Monday, April 30, 2012

We Are The Clay, You Are The Potter

"Yet, O LORD, you are our Father. 
We are the clay, you are the potter, 
we are all the work of your hand."
(Isaiah 64:8)

This concept of the potter and the clay being a picture of our relationship to God has been on my mind the past couple weeks. I grew up knowing this illustration -- singing about it in church, learning about it in Sunday School, and seeing stacks of artwork of it. Honestly, I heard about it so much that I grew annoyed with it. I always heard it in relation to the main message of Psalm 139, about being beautifully and wonderfully made in God's image. But I'm starting to see that being the clay in the potter's hand is not all about beauty being formed -- it's pain, too.

I've been doing a Bible study with a group of girls this semester called "Identity: Becoming Who God Says I Am." Yes, it has a cliche title. Yes, it has extremely cheesy pictures inside that make me feel like a high schooler again. But there is depth in this study where you want it to be, and it gives you elbow room to meet God where you need to meet Him at the time. 

Chapter one focused on God's essence and what's good about Him. Chapter two focused on what's positive about us. Amidst the lists of what's wrong about us -- our weaknesses, insecurities, struggles -- and what's good about us -- our strengths, abilities, roles -- we explored what it means to be defined by God and nothing else, what it means to be on the potter's wheel in the hands of our Maker.


It's Pain

My dear friend, Hannah Meier, a sophomore at CSU, took a pottery class once. With that experience, she described the relationship of the potter and the clay in this way:

"You have to stick your thumb down in the middle of the clay to make a hole, but the clay doesn't know that -- it just knows that it's wet, and it hurts. But the hole becomes the essence... a pot without a hole is just a lump of clay."

There are tough situations in our lives where we don't understand what's going on, why God allows us to experience such pain. But those are the times where God is growing us, forming us from this lump of clay into the man or woman He desires us to be.


It's Humility

Acknowledging that we are mere clay in His hands is not just pain; it's also humbling.

“Woe to him who quarrels with his Maker, 
to him who is but a potsherd among the potsherds on the ground. 
Does the clay say to the potter, ‘What are you making?’ 
Does your work say, ‘He has no hands’?  
Woe to him who says to his father, ‘What have you begotten?’ 
or to his mother, ‘What have you brought to birth?’ 
--Isaiah 45:9-10

"There's definitely a sense of humility knowing that the control is in someone else's hands," said Jenny Jessup, a junior at CSU. "And yet, the control is trustworthy. It's solid. He knows the final product, and it's good. There's humility because you can't control your life that way, you can't control how you look or how you're seen by people. You were made perfect in the way He made you.

"I think that sense of control gives you a sense of peace just knowing that you don't have to be in control of your life and you don't have to fear as well 'cause the potter has everything under control."


It's Beauty

This concept of the potter and the clay was revisited this past week as chapter six talked about our new identity in Christ, who God says we are, and how the different relationships we have with Him define us, such as shepherd and sheep, father and child, potter and clay.

Pots can have a variety of purposes -- they can hold plants, carry water, store things, decorate a house, be put on display, serve as a canvas for further artistic expression... These uses can be summarized into two purposes: use and beauty.

As God forms us into the man or woman He imagined us to be, He gives us purpose -- He makes us useful to Him, and He makes us oh-so-beautiful.


Our Role as the Clay, and the Potter's Sovereignty

A lot of people miss the point of this relationship. As my friend Shannon Ludington, a senior at CSU, said, "It's one of those metaphors where people say, 'Oh, God is molding you, so you don't have to do anything about it; you can just sit there and let God shape you.'"

I agree. It has become an overused metaphor that has seemingly lost its depth and application in our lives. But putting together these aspects of pain, humility and beauty, I'm beginning to see that being the clay in the potter's hands involves a two-way relationship.

"[The potter's] hands have to be firm," Hannah explained during Bible study at the beginning of this semester. "At first [he has] to be kind of violent with the clay, making it do whatever [he wants] it to do. And then, sometimes [he's] more gentle and let[s] the clay come to [his] hands, and [he works] with that."

There's a response involved when we as the clay choose to come to His hands. We are not without choice; we can be stubborn and choose to refuse His artful hands. But as Isaiah 45:9 says, who are we to say to Him he does not know what He is doing?

As the clay in the hands of the Potter, we have the responsibility to move toward His hands, embrace the pain, take on humility, and watch as beauty is formed in us.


• TASK OBJECTIVE
The data that follows must be transcribed in full and exactly, minus the pictures.

====== SOURCE MATERIAL ======

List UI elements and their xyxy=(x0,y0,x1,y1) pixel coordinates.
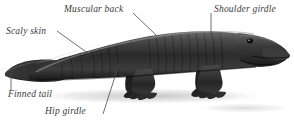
eye-highlight xyxy=(248,40,250,42)
leader-scaly-skin xyxy=(57,31,89,54)
eye xyxy=(247,39,253,44)
label-finned-tail: Finned tail xyxy=(8,89,52,100)
leader-muscular-back xyxy=(133,13,156,35)
hind-leg-near xyxy=(131,69,155,95)
label-hip-girdle: Hip girdle xyxy=(45,106,86,117)
label-muscular-back: Muscular back xyxy=(64,4,123,15)
anatomy-figure: Scaly skin Muscular back Shoulder girdle… xyxy=(0,0,294,120)
ground-shadow-right xyxy=(197,103,293,113)
label-shoulder-girdle: Shoulder girdle xyxy=(214,4,276,15)
tetrapod-illustration xyxy=(0,0,294,120)
label-scaly-skin: Scaly skin xyxy=(6,26,46,37)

======

• EXERCISE RESPONSE
List UI elements and their xyxy=(x0,y0,x1,y1) pixel coordinates.
eye-highlight xyxy=(248,40,250,42)
leader-scaly-skin xyxy=(57,31,89,54)
eye xyxy=(247,39,253,44)
label-finned-tail: Finned tail xyxy=(8,89,52,100)
leader-muscular-back xyxy=(133,13,156,35)
hind-leg-near xyxy=(131,69,155,95)
label-hip-girdle: Hip girdle xyxy=(45,106,86,117)
label-muscular-back: Muscular back xyxy=(64,4,123,15)
anatomy-figure: Scaly skin Muscular back Shoulder girdle… xyxy=(0,0,294,120)
ground-shadow-right xyxy=(197,103,293,113)
label-shoulder-girdle: Shoulder girdle xyxy=(214,4,276,15)
tetrapod-illustration xyxy=(0,0,294,120)
label-scaly-skin: Scaly skin xyxy=(6,26,46,37)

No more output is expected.